Saturday, March 24, 2007

Herbie's number = "the need to be against"

My mom’s life philosophy these days is “life is choices”. She utters it snippily anytime someone else says or does something that doesn’t fit into her own scheme or makes a decision she just plain doesn’t like.

Example-- my brother and sister-in-law e-mailed my parents to let them know they would be staying in the Dominican this summer rather than joining them at the beach in NJ for the family vacation/get-together.

Example--one of her friends decides to put their house up for sale and downsize to pay an errant child’s medical and/or credit card bills rather than crack down or cut off the adult child in order to show them "tough love" or teach them responsibility.

Example-- I mention that my brother is having car troubles and the cost of repairs is going to be high—she’ll say something like “all those video games…well, life is choices”.

One day, I had just had enough. I think we were chatting online and she typed that phrase. I wrote back that for the most part I do agree with that, but there are choices we don’t get to make or things out of our control that we can’t just write off, shrug off so easily, and still have to live with and react to gracefully (*cough*...or not).

For instance, I didn’t choose to have 3 children. That is a fact. I have wrestled and struggled with this reality-I-didn’t-choose to no end. And the incredible amount of guilt with being honest with my initial feelings. Especially in light of my belief in God and that as much as I know Him I believe that He advocates life and love. Finding myself sobbing in front of my closet admitting I was experiencing an unwanted pregnancy gave me a chance to be tested, to react to a choice I didn't make, a decision I didn't want, and prove I could indeed react gracefully by looking past the end of my own nose. Now that Addi is here, I realize that she was a choice God made for me knowing I needed her constant smiles and stable, steady temperament to help me get through each teeth-grinding day encumbered by the PPD-riddled waters attempting to drown out who I really am with a little more fight to attain the joy that comes so naturally out of her. But not everything is that simple or ends so “happily ever after”.

What about PPD—I didn’t choose to have PPD. I know Dan didn't choose to marry a girl who would bear children then morph into a vicious, hapless, helpless, paranoid, glassy-eyed stranger for the ensuing year. What about my grandmother’s lymphoma? She didn’t choose that. What about our families—we don’t get to choose them. What about all the crap going on in the world--do you think people choose to be murdered, taken advantage of, victims of disaster, maimed, riddled with agonizing pain or illnesses, have their children kidnapped? Take a minute—make a list of 3 things you don’t get to choose, things that are out of your hands. I could hardly stop once I got started, but put the brakes on as it’s not a very positive vein of thought.
The only choice we have in the matter most times is how we will react to decisions made for us and circumstances that are out of our control.

And sometimes we choose things that are best for us and not maybe necessarily the best for someone else, but we’re allowed to make those choices. We're allowed to screw up and make mistakes and learn and restore what we don't do well or fail at. My mom might not like the fact that we’re not having an all-family get together this summer, but maybe my brother and sister-in-law and their kids need to stay put and be a family this summer. Maybe there’s more to the story than we will ever know, and we need to allow for those things rather than just get all miffed and turn up our noses when someone doesn’t fall into the line that we’ve drawn. I'm writing in "we" because I include myself as the number one audience member to my soapbox spiel.

Mom and I had a bit of a chuckle about our interchange a few days later, but it’s interesting to note that she’s not sharing as much of the “stuff” that’s going on in her or anyone else’s life right now.

I’m glad I was honest, I’m glad she knows I think for myself, I’m glad she knows what I think, what I feel, where I stand, and that I am not a yes-man. I can imagine that it gives her a sense of pride while at the same time breaks a little piece of her heart as well, and I know these moments of realization that my children are coming into their own will happen for me too, my time is a comin’.

Now, my dad’s current life philosophy is “it is what it is”. More on that later. Maybe...

2 comments:

brooke sellers said...

Who's Herbie? Am I not getting something here?

Thanks for this post -- for tellin' it like it is. That's something I appreciate about you. And like you said, I'm sure your mom does too (even if it breaks her heart a little).

Cheeky said...

Remember Herbie the love bug? Number eight? And in the Enneagram I'm a number 8. Too obscure? Yeah, I thought so too...oh well.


Omit the pictures. Transcribe exactly the lines below, from the one with "The image size is (1066, 578)." up to and including the last.

[DATASET ENTRIES — start]

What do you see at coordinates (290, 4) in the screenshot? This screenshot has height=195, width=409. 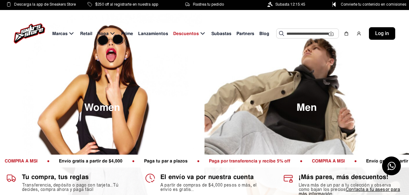 I see `span: Subasta 12:15:45` at bounding box center [290, 4].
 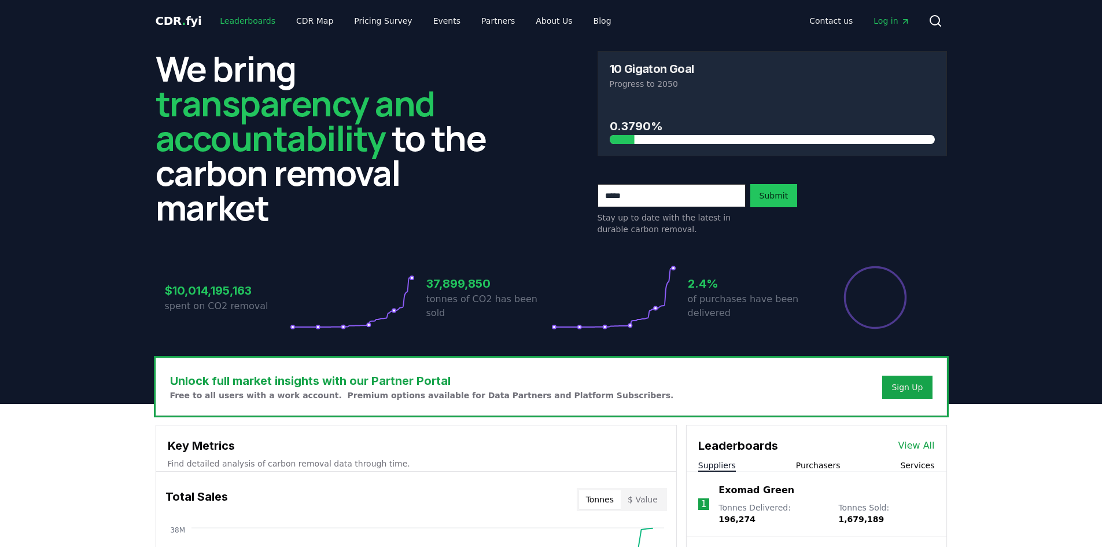 What do you see at coordinates (751, 306) in the screenshot?
I see `p: of purchases have been delivered` at bounding box center [751, 306].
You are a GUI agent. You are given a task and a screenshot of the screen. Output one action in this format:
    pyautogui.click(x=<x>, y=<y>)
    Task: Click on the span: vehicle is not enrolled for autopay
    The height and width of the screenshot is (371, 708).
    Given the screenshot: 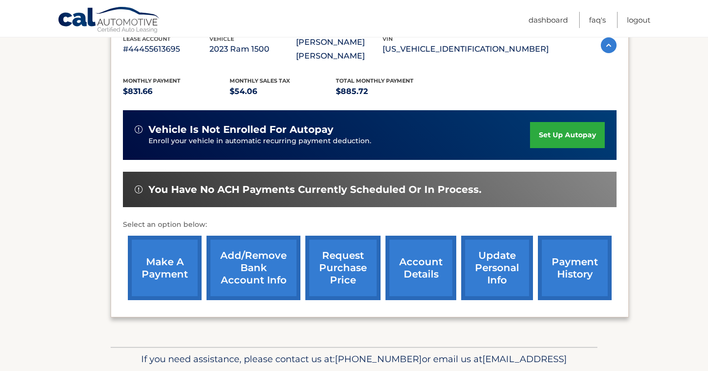 What is the action you would take?
    pyautogui.click(x=241, y=129)
    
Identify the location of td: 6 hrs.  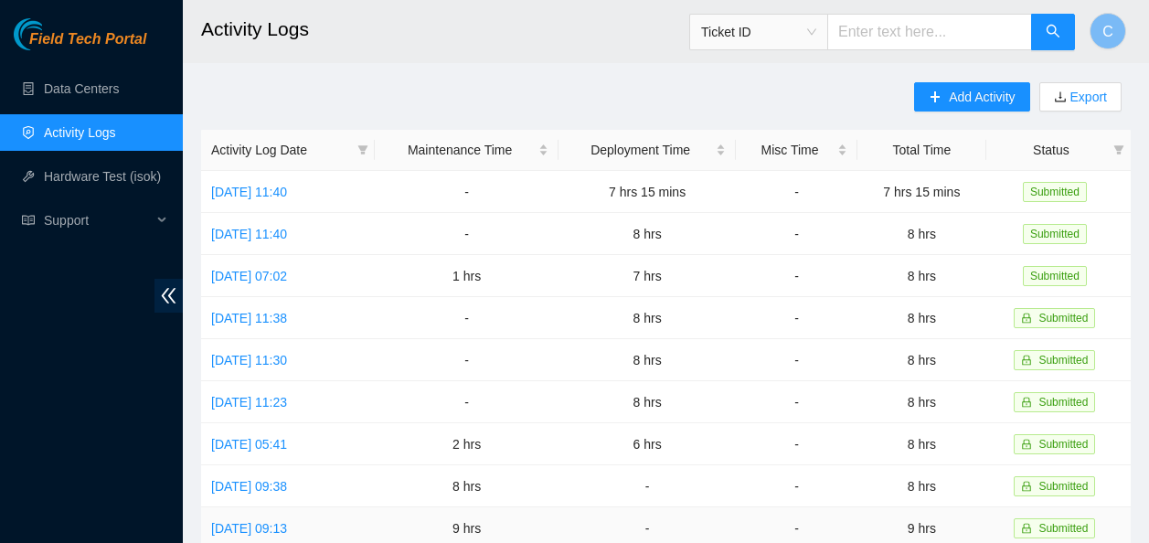
(647, 444).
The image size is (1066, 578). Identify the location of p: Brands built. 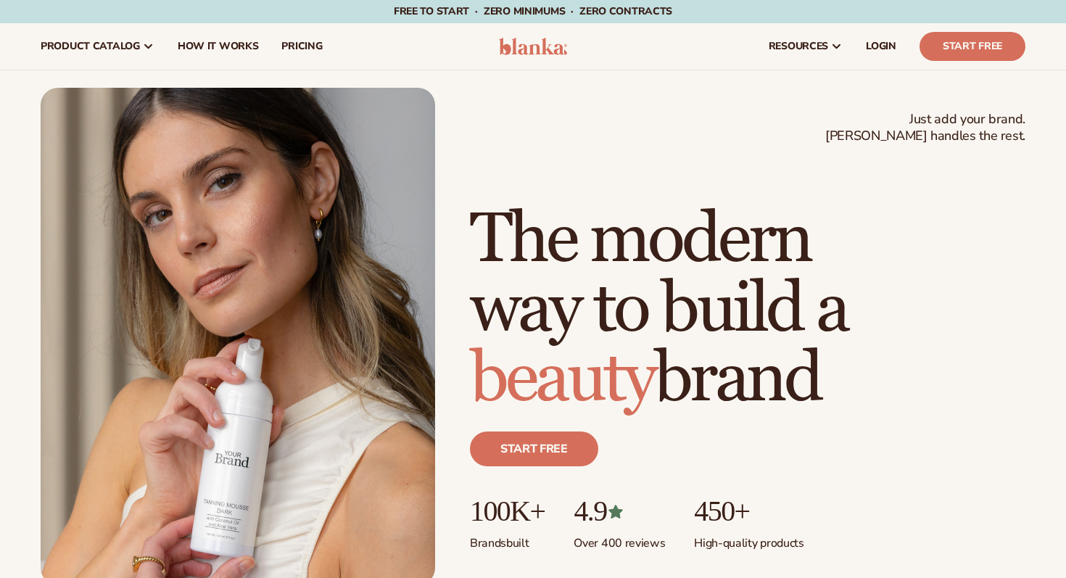
(507, 539).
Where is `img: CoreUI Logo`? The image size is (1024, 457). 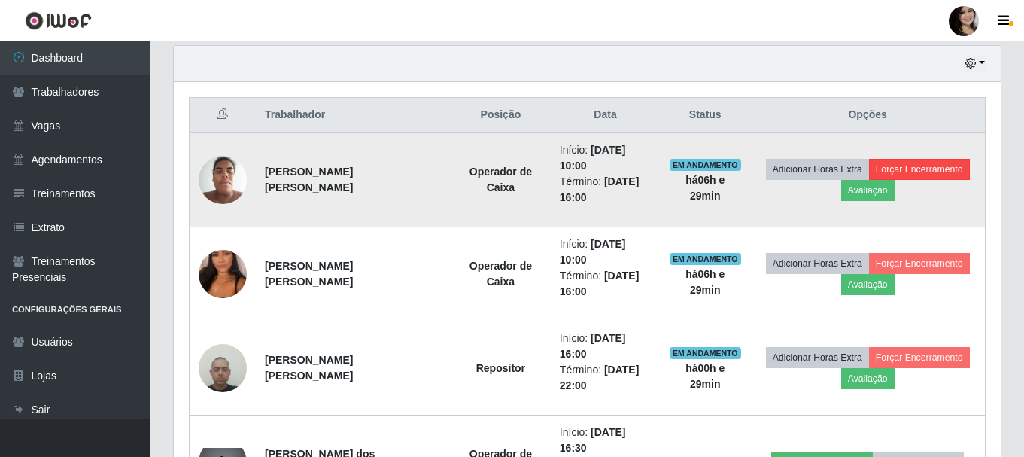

[DATASET ENTRIES — finish]

## SOLUTION TO THIS PROBLEM
The image size is (1066, 578). Identify the location of p: Brands built. 
(507, 539).
Where is `img: CoreUI Logo`? The image size is (1024, 457). 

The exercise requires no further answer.